Pray: To open your time together.

Read: “Psalm of Ascents”: Read Psalm 134 aloud in your group Consider:

Some thoughts for your group:

The pilgrimage that takes place during these songs of ascents is both an invitation and a command of and to the people. This is also true for blessing – we are invited to bless the lord and commanded to bless the lord. Our feelings about the need for perfect honesty or authenticity don’t change that. Bless the lord. Lift your arms and eyes.

“We can’t always command our heart, but we can command our arms. We are psychosomatic beings – body and spirit are intricately interrelated. Go through the motions of blessing God and your spirit will pick up the que and follow along.”

Eugene Peterson, “A Long Obedience in the Same Direction”

Group Questions:

When you read Psalm 134 aloud, what images come to mind?

How do we worship God with our bodies?

How do our feelings often drive our worship?
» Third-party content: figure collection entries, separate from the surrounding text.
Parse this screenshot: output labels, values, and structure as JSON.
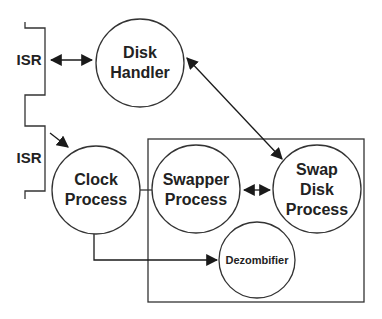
{
  "diagram": {
    "colors": {
      "stroke": "#333333",
      "text": "#222222",
      "background": "#ffffff"
    },
    "isr_labels": [
      {
        "id": "isr-top",
        "text": "ISR",
        "x": 29,
        "y": 60
      },
      {
        "id": "isr-bottom",
        "text": "ISR",
        "x": 29,
        "y": 158
      }
    ],
    "nodes": [
      {
        "id": "disk-handler",
        "lines": [
          "Disk",
          "Handler"
        ],
        "cx": 140,
        "cy": 63,
        "r": 44,
        "font_size": 16
      },
      {
        "id": "clock-process",
        "lines": [
          "Clock",
          "Process"
        ],
        "cx": 96,
        "cy": 190,
        "r": 44,
        "font_size": 16
      },
      {
        "id": "swapper-process",
        "lines": [
          "Swapper",
          "Process"
        ],
        "cx": 196,
        "cy": 189,
        "r": 44,
        "font_size": 16
      },
      {
        "id": "swap-disk-process",
        "lines": [
          "Swap",
          "Disk",
          "Process"
        ],
        "cx": 317,
        "cy": 189,
        "r": 44,
        "font_size": 16
      },
      {
        "id": "dezombifier",
        "lines": [
          "Dezombifier"
        ],
        "cx": 257,
        "cy": 260,
        "r": 38,
        "font_size": 11
      }
    ],
    "group_box": {
      "label": "",
      "x": 148,
      "y": 139,
      "width": 216,
      "height": 163
    },
    "edges": [
      {
        "from": "isr-top",
        "to": "disk-handler",
        "type": "bidirectional"
      },
      {
        "from": "disk-handler",
        "to": "swap-disk-process",
        "type": "bidirectional"
      },
      {
        "from": "isr-bottom",
        "to": "clock-process",
        "type": "directed"
      },
      {
        "from": "clock-process",
        "to": "swapper-process",
        "type": "line"
      },
      {
        "from": "swapper-process",
        "to": "swap-disk-process",
        "type": "bidirectional"
      },
      {
        "from": "clock-process",
        "to": "dezombifier",
        "type": "directed"
      }
    ]
  }
}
How do you navigate worship when you don’t feel like worshipping God?

Have you experienced a time when you didn’t feel like worshipping or blessing God, but decided to anyway. Describe that experience. What do you take away from that experience?

Peterson describes humans as psychosomatic beings – “intricately interrelated” through our body and spirit. In your spiritual journey, have you experienced that interconnection of your body and spirit? Has your experience mainly been in one facet more than the other? Which facet do you most rely on and why do you think that is?

Closing Prayer:

Spend some time praying for one another. For those who feel comfortable, take a moment to position your body differently than you may be used to for prayer. You can kneel, raise your hands, lay on the ground, or stand. There is no “right way”. But take a moment to respond with your body before you respond with your words.

Pray for God to meet you in every facet of your mind, body, and spirit. Pray for a tangible experience of God’s nearness to you and the group. Pray for each other by speaking God’s promises of life, love, grace, and hope for today.